Carla took a long drag on her cigarette, holding the smoke in her lungs for as long as she could. It did nothing to calm her nerves; she felt all the eyes in the small room, seen and unseen, focus on the slight tremor in her hand when she raised it to her mouth.

"Like I told your people already, multiple times—I have no idea what it is you think he's taken. I had nothing to do with it."

The man across the table wasn't the first to question her today, but he was by far the most irritating. Smug and supercilious and wearing a suit and tie too expensive for the FBI agent he claimed to be, he acted like he knew everything there was to know about her just by looking at her.

"You seem nervous, Mrs. Reddington."

Carla let out a humorless laugh.

"You effectively kidnap me and my daughter in the middle of the night, take us to a strange place, and interrogate me for hours without letting me see her." She shook her head and took another shaky drag. "You tell me all sorts of horrible things about my husband, saying he's a criminal and treating me like you think we're in cahoots with each other… Of course I'm nervous. If I was fine with this, that's when you should worry."

Furiously, she stamped out her cigarette, adding to the growing pile in the ashtray on the worn table. "That was my last one. Do you have another?"

Mr. Sanctimonious motioned to someone through the one-way glass and another officer came in with a fresh pack of cigarettes. He slid them across the table to her like he was doing her a great kindness.

"I hear what you're saying, Mrs. Reddington, believe me, I do. I just find it hard to believe that such a… loving and dedicated couple wouldn't share important things with each other."

"If you were as much of an expert on Raymond Reddington as you say you are, we wouldn't even be having this conversation. It's hilarious that you think he actually tells me anything."

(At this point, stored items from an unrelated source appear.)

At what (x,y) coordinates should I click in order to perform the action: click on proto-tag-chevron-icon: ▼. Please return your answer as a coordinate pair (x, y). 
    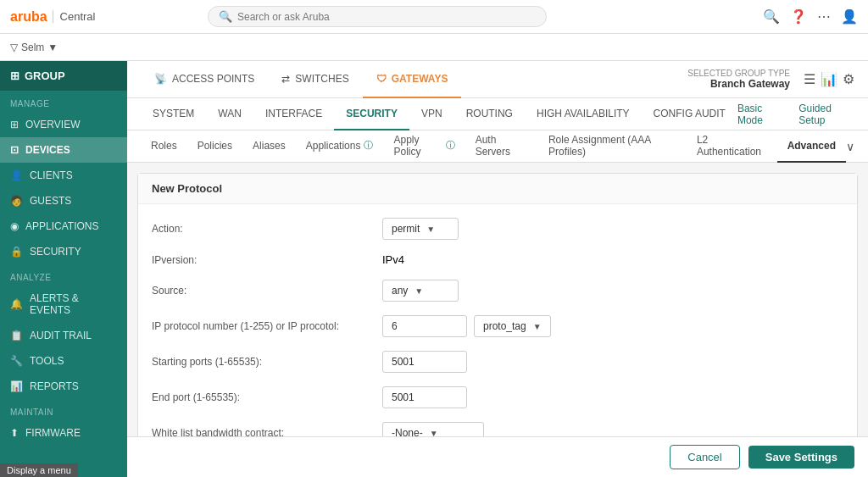
    Looking at the image, I should click on (537, 327).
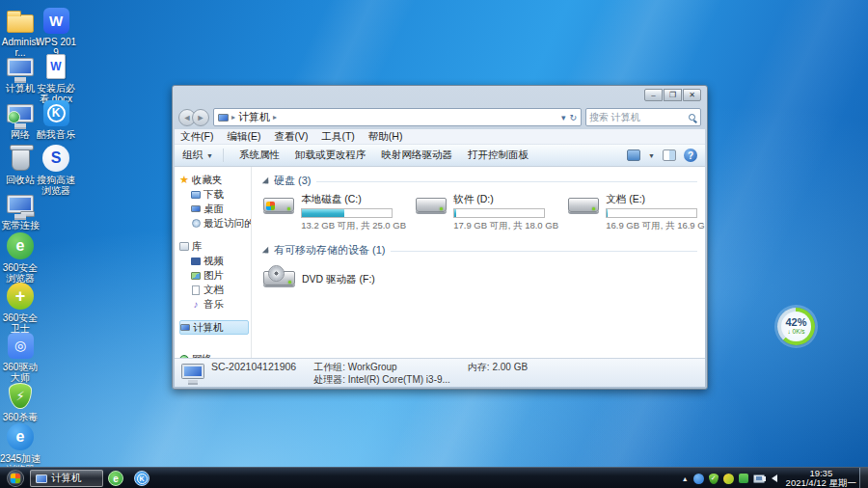  What do you see at coordinates (255, 118) in the screenshot?
I see `breadcrumb: 计算机` at bounding box center [255, 118].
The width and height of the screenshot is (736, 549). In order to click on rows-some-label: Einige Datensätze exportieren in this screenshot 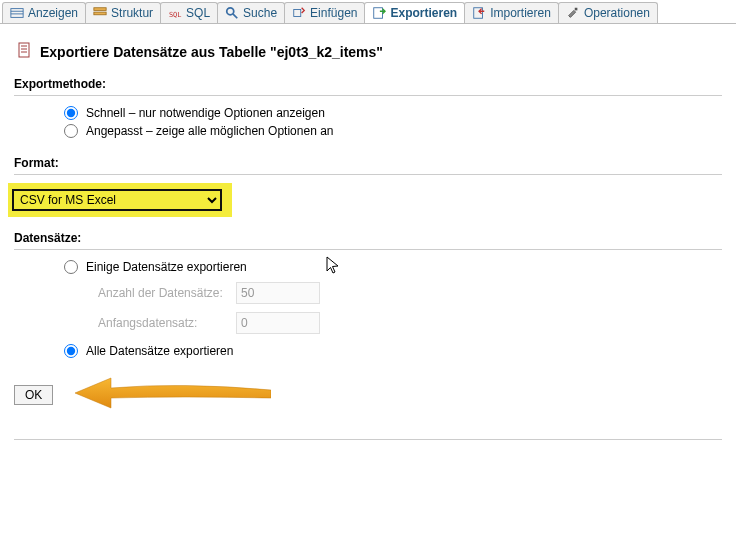, I will do `click(166, 267)`.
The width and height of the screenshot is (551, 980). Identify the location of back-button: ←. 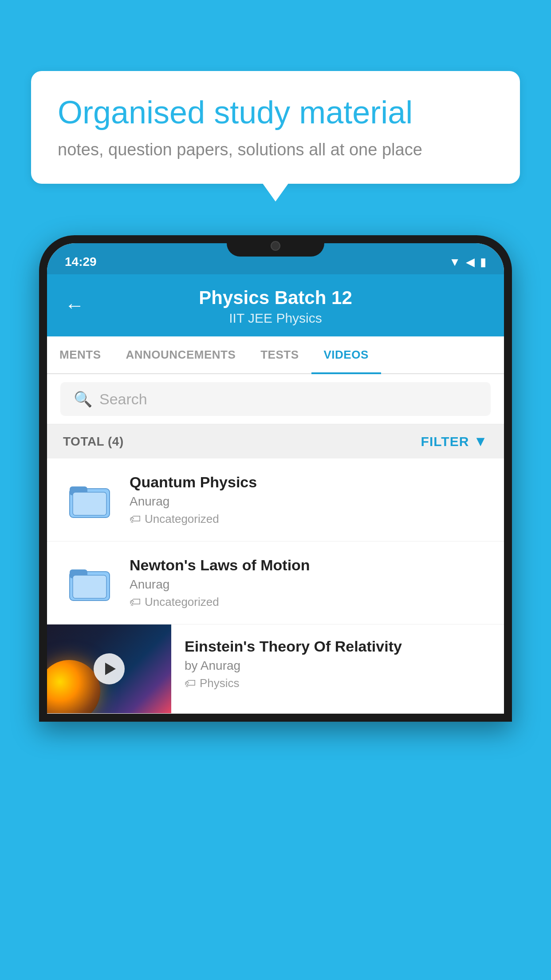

Carla looked up as the interrogation door opened and bit her tongue, quite literally, to stop herself from screaming in frustration when it was Mr. Sanctimonious who walked in. She'd been hoping for another changing of the guard, to no avail.

"Look. We've been doing this for hours and hours. I'm not even going to go through the motions at this point unless you let me see my daughter."

The man wouldn't look at Carla, just moved swiftly around the table and unlocked her cuffs. "You're free to go," he said, quietly. He seemed… defeated, humbled somehow.

"I don't understand. Half an hour ago, I was public enemy number two. What changed?"

"Well, somebody showed up to talk some sense into him, that's what changed," came a familiar voice from the doorway.

"Alan!"

Carla's relief at seeing Alan Fitch's face, careworn but handsome, was short-lived. She and Jennifer were to be put in witness protection, he explained, effective immediately. Her life as she knew it was over.

"He'll try to find us," she said, half in a daze.

Alan shook his head, tried to reassure her that she and her daughter would be safe and unreachable—Raymond wouldn't even try to look for them after the scene he'd find when he went home. His voice was emotionless and perfunctory when he told her about the blood.

Carla was horrified. The only way she avoided being paralyzed by guilt was to blame everything on Raymond. If he hadn't done whatever it was he did, if he could've just kept his head down and done his job like he was supposed to, none of this ever would have happened.

Carla would be Naomi for over twenty years before they'd cross paths again.